Covert actions can mean removing your most powerful and interesting soldiers from the game for a while. This initially seems like a shame, but War of the Chosen encourages you to develop a wide roster with a lot of different skills. Rookies and supplies are plentiful, and some covert actions give you a way to correct an intel, supply or personnel shortages so you can grow out your roster as needed. 

Covert actions are essentially a gating mechanism and a correction mechanism that lets you can use to even out the hand the game has dealt you. I like them because they improve your soldiers in the process, and they provide you with interesting decisions to make once you've met all three resistance factions. You can only pursue one covert action at a time, do you hunt the Chosen in your region, or do you try to build faith with a different resistance group because you want their sweet psychic fiery arm-sword guys?
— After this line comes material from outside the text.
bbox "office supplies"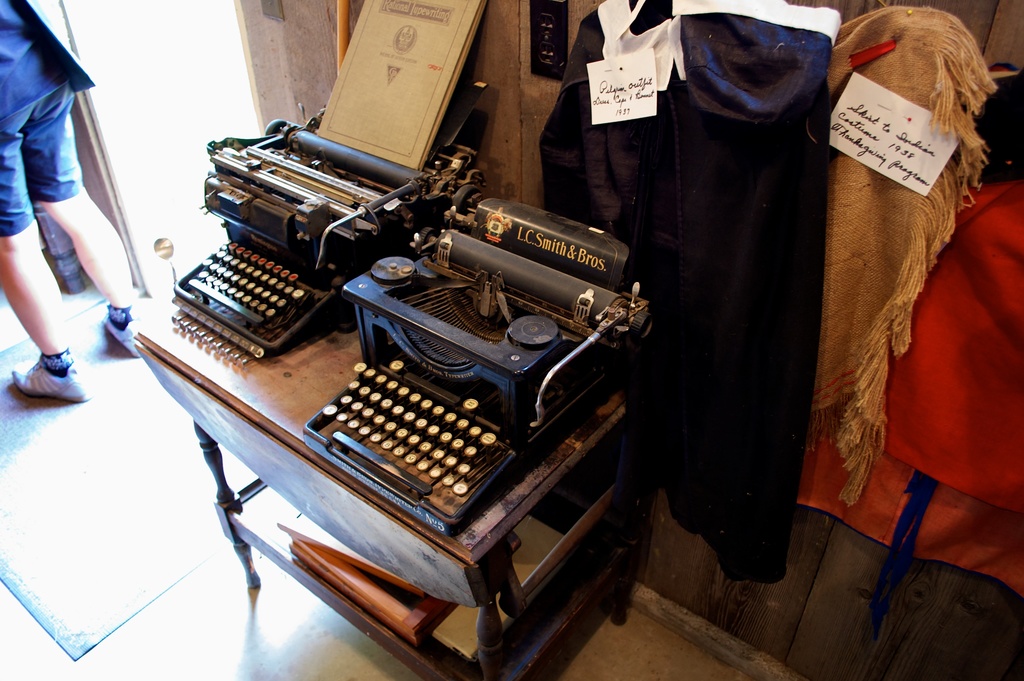
10 351 108 397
In other areas War of the Chosen feels sluggish, particularly on the strategic layer where you build rooms on the Avenger, direct research and choose where to place the Avenger on the world map. War of the Chosen piles all of its new ideas onto the same old campaign. You're still hunting down black sites to slow the Avatar project. You're pulling chips out of the commander's brain, autopsying alien cadavers, capturing live aliens for study—all of the beats have been the same so far. But in addition you're freeing soldiers from Chosen prisons, fending off attacks on the new resistance factions, countering dark events, attacking supply convoys and all the rest of it.

As a result the map screen starts to look quite busy.
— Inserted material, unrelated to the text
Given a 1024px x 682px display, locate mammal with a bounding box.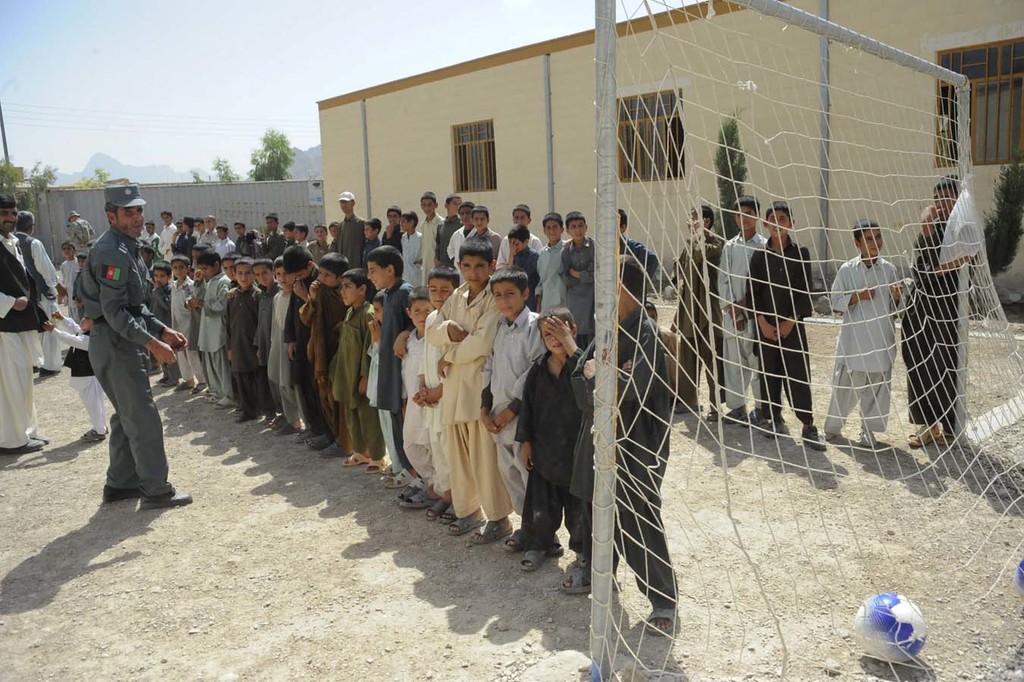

I have found myself fighting through many more missions on a shorter time frame, which stretches the gear progression arc substantially. It feels as though my research for basic plated armour has been going for about four hours now, as I've fended off attacks on my territories, struck out at enemy supply lines and thwarted dark projects. The new missions, classes, enemy types and Chosen bosses are exciting additions, but they stack your responsibilities high. The more I have to deal with, the more the game feels as though it's slipping out of my control.
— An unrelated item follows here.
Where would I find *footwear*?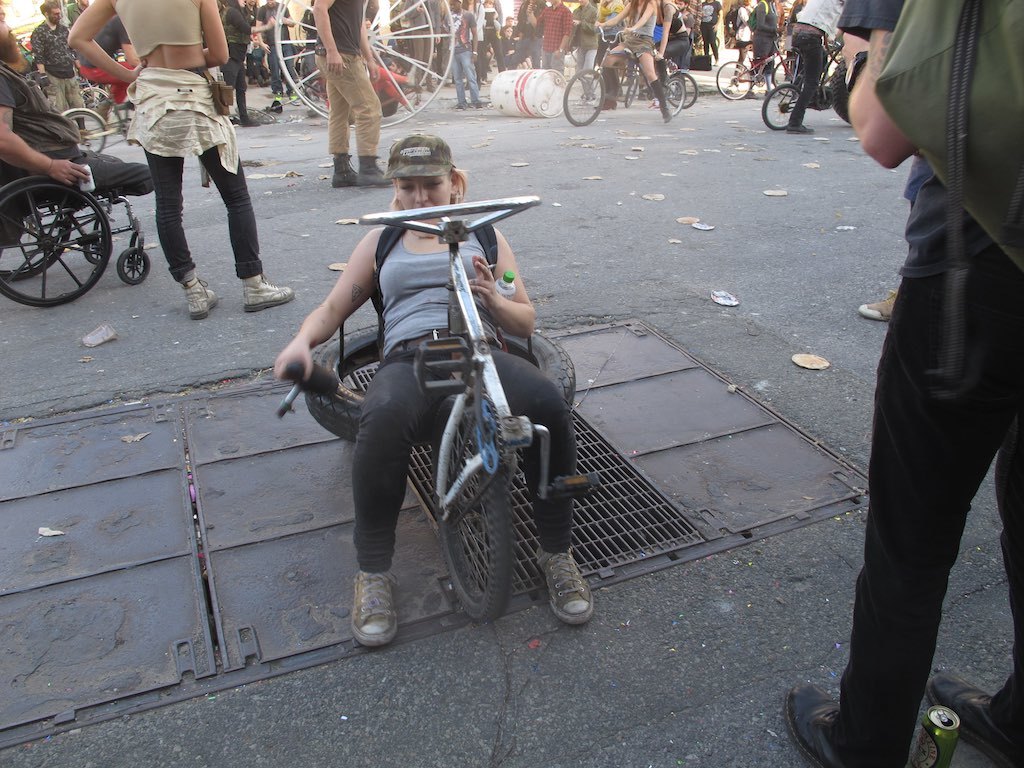
At 342/570/403/661.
XCOM 2 balanced reactive and proactive play beautifully. You start with a few resistance contacts, defending desperately and clawing back resources where you can. Then you start chasing down alien facilities and taking offensive action. Outside of the covert actions, War of the Chosen has been almost entirely reactive so far. It's not a harder game, exactly, but it's more of a slog, in part because the exciting new elements mesh with a plot that is so very familiar to XCOM players now.

I'm not at a point where I can put a final score on the expansion yet. I want to make it through the full campaign to see how the Chosen interplay with XCOM 2's traditional story beats, and I need to run the start of a few extra campaigns to find out to what extent the campaign is randomised, and to feel out whether these pacing changes are a result of this particular playthrough. I'll be back next week with a verdict, and some things I wish I knew before I kicked off the campaign.

I will leave you with a memorial of one lost soldier who fought bravely. RIP PC Gamer editor Phil Savage.

Tom Senior

Part of the UK team, Tom was with PC Gamer at the very beginning of the website's launch—first as a news writer, and then as online editor until his departure in 2020. His specialties are strategy games, action RPGs, hack ‘n slash games, digital card games… basically anything that he can fit on a hard drive. His final boss form is Deckard Cain.